请输入您要查询的百科知识:

 

词条 Gabriel Cramer
释义

  1. Biography

  2. Selected works

  3. See also

  4. References

  5. External links

{{about|a mathematician|the publisher of the same name|Cramer brothers}}{{Infobox scientist
| name = Gabriel Cramer
| image = Gabriel Cramer.jpg
| image_size = 250px
| caption = Gabriel Cramer (1704-1752). Portrait by Robert Gardelle, year unknown.
| birth_date = 31 July 1704
| birth_place = Geneva, Republic of Geneva
| death_date = 4 January 1752 (age 47)
| death_place = Bagnols-sur-Cèze, France
| residence = Geneva
| nationality = Genevan
| field = Mathematics and physics
| work_institutions = University of Geneva
| alma_mater = University of Geneva
| doctoral_advisor =
| doctoral_students =
| known_for = Cramer's rule
Cramer's theorem for algebraic curves
Cramer's paradox
| prizes =
| footnotes =
}}

Gabriel Cramer ({{IPA-fr|kʁamɛʁ|lang}}; 31 July 1704 – 4 January 1752) was a Genevan mathematician. He was the son of physician Jean Cramer and Anne Mallet Cramer.

Biography

Cramer showed promise in mathematics from an early age. At 18 he received his doctorate and at 20 he was co-chair[1] of mathematics at the University of Geneva.
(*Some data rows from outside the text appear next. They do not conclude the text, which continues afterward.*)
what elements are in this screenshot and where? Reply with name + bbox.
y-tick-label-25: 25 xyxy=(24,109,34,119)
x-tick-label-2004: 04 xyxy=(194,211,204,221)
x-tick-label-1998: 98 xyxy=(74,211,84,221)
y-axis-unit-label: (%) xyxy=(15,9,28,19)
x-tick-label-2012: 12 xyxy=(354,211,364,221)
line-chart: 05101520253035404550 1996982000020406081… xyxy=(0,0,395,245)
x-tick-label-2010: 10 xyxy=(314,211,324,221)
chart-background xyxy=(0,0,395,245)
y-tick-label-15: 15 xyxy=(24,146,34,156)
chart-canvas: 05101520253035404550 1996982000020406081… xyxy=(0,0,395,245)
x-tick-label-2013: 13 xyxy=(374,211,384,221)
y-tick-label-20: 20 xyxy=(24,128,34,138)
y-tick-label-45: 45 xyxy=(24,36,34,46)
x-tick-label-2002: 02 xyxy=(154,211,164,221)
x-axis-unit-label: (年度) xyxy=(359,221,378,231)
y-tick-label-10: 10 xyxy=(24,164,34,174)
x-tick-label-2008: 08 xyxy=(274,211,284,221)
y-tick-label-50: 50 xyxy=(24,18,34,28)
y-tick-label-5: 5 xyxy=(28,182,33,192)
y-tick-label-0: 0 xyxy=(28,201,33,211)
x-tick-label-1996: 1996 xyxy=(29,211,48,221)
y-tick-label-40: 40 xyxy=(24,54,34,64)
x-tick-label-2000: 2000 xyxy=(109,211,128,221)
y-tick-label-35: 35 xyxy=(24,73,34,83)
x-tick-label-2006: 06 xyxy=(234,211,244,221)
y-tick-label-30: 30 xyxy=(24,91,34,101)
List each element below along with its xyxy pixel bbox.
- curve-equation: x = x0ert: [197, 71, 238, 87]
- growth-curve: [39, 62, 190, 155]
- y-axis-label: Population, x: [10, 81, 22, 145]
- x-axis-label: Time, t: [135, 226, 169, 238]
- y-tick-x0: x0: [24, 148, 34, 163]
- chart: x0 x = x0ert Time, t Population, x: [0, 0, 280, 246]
In 1728 he proposed a solution to the St. Petersburg Paradox that came very close to the concept of expected utility theory given ten years later by Daniel Bernoulli.

He published his best-known work in his forties. This included his treatise on algebraic curves (1750). It contains the earliest demonstration that a curve of the n-th degree is determined by n(n + 3)/2 points on it, in general position. (See Cramer's theorem (algebraic curves).) This led to the misconception that is Cramer's paradox, concerning the number of intersections of two curves compared to the number of points that determine a curve.

He edited the works of the two elder Bernoullis, and wrote on the physical cause of the spheroidal shape of the planets and the motion of their apsides (1730), and on Newton's treatment of cubic curves (1746).

In 1750 he published Cramer's rule, giving a general formula for the solution for any unknown in a linear equation system having a unique solution, in terms of determinants implied by the system. This rule is still standard.

He did extensive travel throughout Europe in the late 1730s, which greatly influenced his works in mathematics. He died in 1752 at Bagnols-sur-Cèze while traveling in southern France to restore his health.

Selected works

  • Quelle est la cause de la figure elliptique des planètes et de la mobilité de leur aphélies?, Geneva, 1730
  • {{google books|HzcVAAAAQAAJ|Introduction à l'analyse des lignes courbes algébriques}}. Geneva: Frères Cramer & Cl. Philibert, 1750

See also

  • Cramer–Castillon problem
  • Devil's curve
  • Jean-Louis Calandrini

References

  • "Gabriel Cramer", in Rousseau et les savants genevois, p. 29 {{fr-icon}}
  • W. W. Rouse Ball, A Short Account of the History of Mathematics, (4th Edition, 1908)
  • Isaac Benguigui, Gabriel Cramer : illustre mathématicien, 1704–1752, Genève, Cramer & Cie, 1998 {{fr-icon}}
  • {{MacTutor|id=Cramer}}
1. ^He did not get the chair of philosophy he had been a candidate for; but the University of Geneva was so impressed by him that it created a chair of mathematics for him and for his jfriend Jean-Louis Calandrini; the two alternated as chairs.
  • {{de icon}} Johann Christoph Strodtmann, « Geschichte des Herrn Gabriel Cramer », in Das neue gelehrte Europa […], 4th part, Meissner, 1754 Also digitized by e-rara.ch

External links

  • {{MacTutor Biography|id=Cramer}}
{{Authority control}}{{DEFAULTSORT:Cramer, Gabriel}}

7 : 1704 births|1752 deaths|Scientists from the Republic of Geneva|18th century in Geneva|People from Geneva|Fellows of the Royal Society|18th-century mathematicians

随便看

 

开放百科全书收录14589846条英语、德语、日语等多语种百科知识,基本涵盖了大多数领域的百科知识,是一部内容自由、开放的电子版国际百科全书。